Open gilles-peskine-arm opened 4 months ago
This may be off-topic but it does relate to the design of the OID module. The way we currently define OIDs is something like:
#define MBEDTLS_OID_FOO "\x05\x05\x07"
Creating a null-terminated C string containing the bytes of the OID. Later, when we use it and need to set the OID's length field, we do:
oid.len = strlen(attr_descr->oid);
This is not ideal because OIDs are not guaranteed not to contain null bytes. In fact, we use one that has null bytes as test data for our conversion functions.
It would be better if we could find a way to define OIDs properly as arrays of arbitrary data with lengths.
Later, when we use it and need to set the OID's length field, we do: (…)
That looks like a bug in X.509 code, please file it as a separate issue. It has nothing to do with the oid.h
interface! It exposes OIDs through either MBEDTLS_OID_xxx
string literals (for which you can use sizeof
to get the length) or mbedtls_asn1_buf
structures which contain a binary string and its length.
The OID API (
oid.h
) and implementation (oid.c
) are not good for code size for several reasons:MBEDTLS_SHA256_C
is defined), but we don't guard tables by how they're used (e.g. hash OIDs are included unconditionally, even if nothing consumes them, because it's a public API).The goal of this issue is to redesign the OID API and implementation with code size in mind, both to enable more compact code and to automatically include only what is needed. The general idea is:
oid.h
in TF-PSA-Crypto only exposes some generic lookup functions which are automatically enabled if some other part of the library needs them. If needed, X.509 will have additional conversion functions that crypto doesn't need.This is a design issue. The goal is a design specification. Once we have a design, there will be further tasks for implementation.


▸ **WHAT NEEDS TO BE DONE**
Work through the entries below and report how many lines include "electron". The number alone is the answer.

▸ **RECORDS SUPPLIED**

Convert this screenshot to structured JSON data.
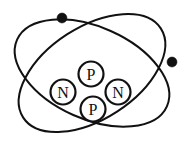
{
  "figure": {
    "background_color": "#ffffff",
    "line_color": "#111111",
    "width": 186,
    "height": 149
  },
  "nucleus": {
    "label": "nucleus",
    "particle_radius": 12.5,
    "particles": [
      {
        "name": "neutron-left",
        "symbol": "N",
        "cx": 63,
        "cy": 92
      },
      {
        "name": "proton-top",
        "symbol": "P",
        "cx": 91,
        "cy": 74
      },
      {
        "name": "neutron-right",
        "symbol": "N",
        "cx": 118,
        "cy": 92
      },
      {
        "name": "proton-bottom",
        "symbol": "P",
        "cx": 93,
        "cy": 109
      }
    ],
    "proton_count": 2,
    "neutron_count": 2
  },
  "orbits": [
    {
      "name": "orbit-one",
      "cx": 92,
      "cy": 73,
      "rx": 82,
      "ry": 46,
      "rotation_deg": -33,
      "electron": {
        "name": "electron-one",
        "cx": 62,
        "cy": 18,
        "r": 5
      }
    },
    {
      "name": "orbit-two",
      "cx": 92,
      "cy": 73,
      "rx": 82,
      "ry": 46,
      "rotation_deg": 24,
      "electron": {
        "name": "electron-two",
        "cx": 172,
        "cy": 62,
        "r": 5
      }
    }
  ]
}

▸ **SOLUTION BELOW**
4